Eel River
The Eel River supports one of California’s largest wild salmon and steelhead runs in a watershed that hosts the world’s largest surviving stands of ancient redwoods.
The Eel flows generally northward from Northern California’s Mendocino National Forest to the Pacific, a few miles south of Eureka. The river and its tributaries drain more than 3,500 square miles, the state’s third-largest watershed.
The Eel River system hosts the longest salmon run in the state. NOAA Fisheries has made the watershed a high priority for rebuilding salmon populations. Portions of the river system are “wild and scenic.” The designation by California (1972) and the federal government (1981) protects these stretches from dams.
The Eel River is a major water source and recharges the groundwater basins that support agricultural and domestic water supplies. Its flows vary as much as a hundredfold because of the changing Pacific storm patterns.
The River’s Course
The river’s mainstem runs about 200 miles north through the Coast Range toward its mouth just south of Humboldt Bay. Along the way, it joins four tributaries: the Van Duzen River, North Fork, Middle Fork and South Fork.
The Eel originates on the south side of Bald Mountain in Mendocino National Forest. From there it flows south to Lake Pillsbury, a reservoir built in 1921 — decades before Congress created the National Wild & Scenic Rivers System.

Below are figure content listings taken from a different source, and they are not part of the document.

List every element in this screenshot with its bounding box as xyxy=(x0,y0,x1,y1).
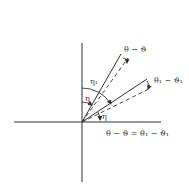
lower-small-angle-arc xyxy=(147,81,149,89)
eta-upper-label: η xyxy=(85,94,90,103)
eta-lower-label: η xyxy=(102,112,107,121)
angle-diagram: θ − ϑ θ₁ − ϑ₁ η₁ η η θ − ϑ = θ₁ − ϑ₁ xyxy=(0,0,189,194)
upper-angle-label: θ − ϑ xyxy=(124,45,147,54)
eta-lower-arc xyxy=(98,112,100,120)
eta1-label: η₁ xyxy=(90,77,98,86)
lower-dashed-ray xyxy=(82,88,151,122)
lower-angle-label: θ₁ − ϑ₁ xyxy=(154,76,183,85)
equation-label: θ − ϑ = θ₁ − ϑ₁ xyxy=(106,129,169,138)
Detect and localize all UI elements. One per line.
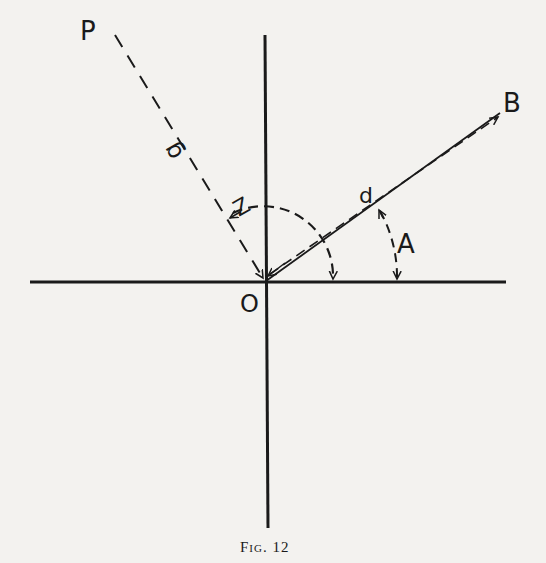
label-d: d — [359, 183, 373, 208]
label-g: g — [157, 138, 189, 165]
figure-12-diagram: P B O A Z d g Fig. 12 — [0, 0, 546, 563]
vector-PO-dashed — [115, 35, 263, 278]
label-O: O — [240, 290, 259, 318]
angle-A-arc — [380, 211, 397, 279]
label-B: B — [503, 88, 521, 118]
label-P: P — [80, 16, 96, 46]
label-A: A — [397, 229, 415, 259]
figure-caption: Fig. 12 — [240, 539, 289, 555]
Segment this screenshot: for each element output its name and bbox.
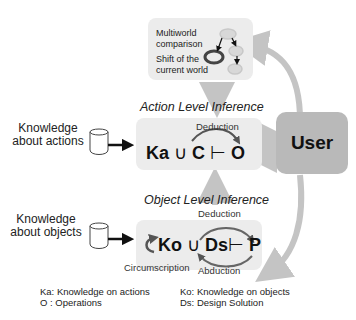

The Eel then flows west. On this stretch, Pacific Gas & Electric diverts some of the flows to its Potter Valley hydroelectric turbines in the headwaters of the Russian River.
The river then courses north. It meets the Middle Fork and then the North Fork from the east, enclosing the Round Valley Indian Reservation. The mainstem then joins the South Fork from the west and the Van Duzen from the east before reaching the city of Fortuna where it bends west through an estuary to empty into the Pacific.
Potter Valley Project
The Cape Horn and Scott dams that comprise PG&E’s Potter Valley Project have blocked fish passage for more than 100 years, contributing to the decline of salmon and steelhead populations. Seismic concerns, maintenance costs and endangered species protections prompted PG&E in 2023 to begin the process of surrendering its federal license to operate the hydroelectric project.

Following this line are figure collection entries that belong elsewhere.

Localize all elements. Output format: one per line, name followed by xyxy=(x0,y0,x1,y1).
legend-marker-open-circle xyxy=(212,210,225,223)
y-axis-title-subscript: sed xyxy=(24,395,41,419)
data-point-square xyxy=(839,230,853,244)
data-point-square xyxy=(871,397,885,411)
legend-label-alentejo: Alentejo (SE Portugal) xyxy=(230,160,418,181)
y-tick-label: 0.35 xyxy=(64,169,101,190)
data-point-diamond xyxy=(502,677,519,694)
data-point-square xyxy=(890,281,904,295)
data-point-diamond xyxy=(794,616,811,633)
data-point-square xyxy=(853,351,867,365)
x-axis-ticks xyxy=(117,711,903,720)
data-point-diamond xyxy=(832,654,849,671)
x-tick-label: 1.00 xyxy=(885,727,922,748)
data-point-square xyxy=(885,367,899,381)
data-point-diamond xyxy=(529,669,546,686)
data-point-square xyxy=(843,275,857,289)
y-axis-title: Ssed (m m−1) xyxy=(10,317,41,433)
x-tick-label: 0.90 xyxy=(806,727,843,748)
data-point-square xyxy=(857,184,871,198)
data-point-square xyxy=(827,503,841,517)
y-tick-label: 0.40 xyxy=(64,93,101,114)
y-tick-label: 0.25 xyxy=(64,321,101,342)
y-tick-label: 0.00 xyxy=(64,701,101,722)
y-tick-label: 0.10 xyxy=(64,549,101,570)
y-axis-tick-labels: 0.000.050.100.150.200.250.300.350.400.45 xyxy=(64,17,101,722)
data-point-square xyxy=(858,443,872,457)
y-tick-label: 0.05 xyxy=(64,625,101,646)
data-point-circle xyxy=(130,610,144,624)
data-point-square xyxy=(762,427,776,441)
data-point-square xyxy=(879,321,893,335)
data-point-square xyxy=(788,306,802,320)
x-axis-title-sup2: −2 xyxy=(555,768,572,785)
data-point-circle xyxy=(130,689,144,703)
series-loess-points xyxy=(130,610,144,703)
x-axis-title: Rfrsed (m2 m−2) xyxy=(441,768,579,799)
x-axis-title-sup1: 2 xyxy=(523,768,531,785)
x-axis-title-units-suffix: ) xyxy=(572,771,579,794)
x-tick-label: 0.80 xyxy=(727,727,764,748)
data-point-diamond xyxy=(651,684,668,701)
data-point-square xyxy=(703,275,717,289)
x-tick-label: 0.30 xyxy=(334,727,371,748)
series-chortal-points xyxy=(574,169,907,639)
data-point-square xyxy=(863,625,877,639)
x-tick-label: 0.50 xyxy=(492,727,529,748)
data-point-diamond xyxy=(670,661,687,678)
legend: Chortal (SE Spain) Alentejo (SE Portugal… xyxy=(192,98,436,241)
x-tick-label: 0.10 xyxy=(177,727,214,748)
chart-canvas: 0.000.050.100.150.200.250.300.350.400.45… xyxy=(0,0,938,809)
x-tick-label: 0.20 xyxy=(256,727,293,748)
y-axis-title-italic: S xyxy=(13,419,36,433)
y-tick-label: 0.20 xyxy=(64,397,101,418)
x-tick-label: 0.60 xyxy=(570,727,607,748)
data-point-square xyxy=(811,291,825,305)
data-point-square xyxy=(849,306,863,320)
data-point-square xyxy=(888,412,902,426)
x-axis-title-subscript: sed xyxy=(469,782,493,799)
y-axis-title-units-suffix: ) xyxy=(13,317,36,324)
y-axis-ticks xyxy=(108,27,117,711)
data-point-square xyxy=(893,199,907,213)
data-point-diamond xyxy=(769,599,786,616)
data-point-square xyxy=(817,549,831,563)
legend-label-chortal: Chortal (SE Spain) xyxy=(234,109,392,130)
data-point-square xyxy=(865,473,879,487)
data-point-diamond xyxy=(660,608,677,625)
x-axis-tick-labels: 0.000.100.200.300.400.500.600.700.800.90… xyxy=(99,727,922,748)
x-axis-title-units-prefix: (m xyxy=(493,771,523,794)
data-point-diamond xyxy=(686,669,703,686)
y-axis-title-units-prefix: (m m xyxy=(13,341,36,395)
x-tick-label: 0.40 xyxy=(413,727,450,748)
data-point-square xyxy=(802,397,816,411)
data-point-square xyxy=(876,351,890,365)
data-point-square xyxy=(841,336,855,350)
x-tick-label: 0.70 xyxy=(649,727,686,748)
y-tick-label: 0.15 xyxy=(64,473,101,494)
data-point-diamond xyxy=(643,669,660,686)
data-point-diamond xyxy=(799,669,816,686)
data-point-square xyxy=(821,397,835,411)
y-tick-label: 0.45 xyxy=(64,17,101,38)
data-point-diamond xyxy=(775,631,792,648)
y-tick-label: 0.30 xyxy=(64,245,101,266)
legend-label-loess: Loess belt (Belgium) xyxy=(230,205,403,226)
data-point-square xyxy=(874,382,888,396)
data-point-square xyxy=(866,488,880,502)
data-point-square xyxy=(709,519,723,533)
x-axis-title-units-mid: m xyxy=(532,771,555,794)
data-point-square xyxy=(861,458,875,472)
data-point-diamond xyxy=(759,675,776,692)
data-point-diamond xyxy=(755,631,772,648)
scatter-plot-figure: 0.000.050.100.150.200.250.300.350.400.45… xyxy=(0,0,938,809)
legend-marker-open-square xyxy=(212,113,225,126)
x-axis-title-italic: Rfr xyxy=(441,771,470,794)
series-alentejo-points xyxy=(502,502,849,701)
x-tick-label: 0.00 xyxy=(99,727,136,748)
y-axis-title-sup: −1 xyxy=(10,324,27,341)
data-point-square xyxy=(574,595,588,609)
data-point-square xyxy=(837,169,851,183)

PG&E says demolition of the two dams could begin as soon as 2028, pending regulatory approval. The dam removals would make the Eel the longest free-flowing river in California.
Wildlife and History
The Eel supports steelhead, chinook salmon and lamprey. The river is also home to a population of coho salmon that lives primarily in the South Fork, though there is a run that travels up the mainstem to a tributary called Outlet Creek.
The watershed’s temperate forests of mainly Douglas fire and western hemlock have supplied vast amounts of timber since the arrival of the earliest settlers.
For thousands of years before European settlement, several Athabaskan Indian tribes inhabited the lands surrounding the Eel River, including the Wailaki, Lassik, Nongatl and Sinkyone peoples.
The Wiyot Tribe’s ancestral territory is near the mouth of the Eel. The tribe’s Natural Resources Department, established in 1996, has collaborated with federal agencies and university researchers in monitoring and managing populations of native fish, including lamprey, green sturgeon and pikeminnow.